* [Required work]
Only one stretch of the data below is wanted: the lines starting at the one with "You are a GUI" and ending at the one with "The width and", both included, given again exactly.

* [The data]

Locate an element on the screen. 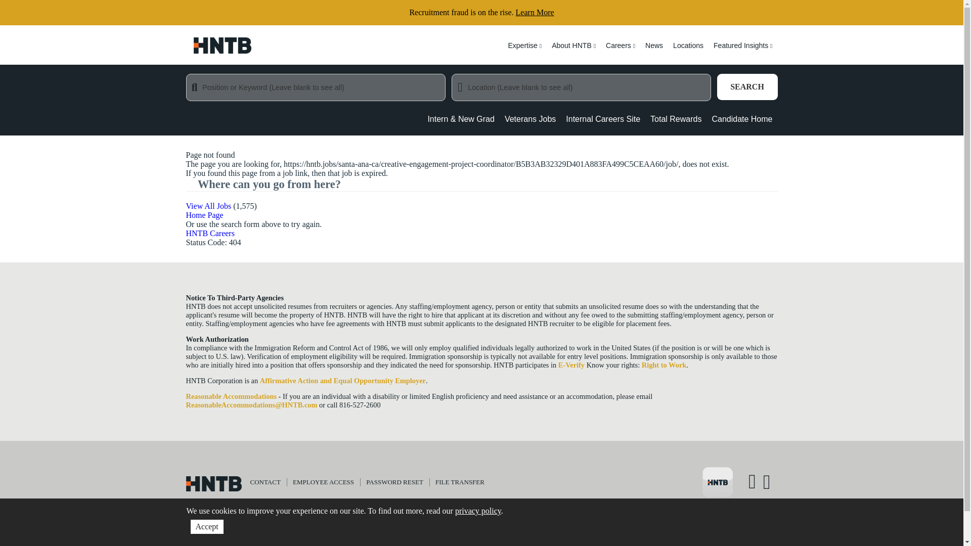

==

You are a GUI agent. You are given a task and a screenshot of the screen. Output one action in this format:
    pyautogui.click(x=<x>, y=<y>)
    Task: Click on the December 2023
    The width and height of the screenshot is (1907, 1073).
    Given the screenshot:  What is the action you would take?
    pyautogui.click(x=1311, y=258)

* [Written answer]
You are a GUI agent. You are given a task and a screenshot of the screen. Output one action in this format:
    pyautogui.click(x=<x>, y=<y>)
    Task: Click on the December 2023
    The width and height of the screenshot is (1907, 1073).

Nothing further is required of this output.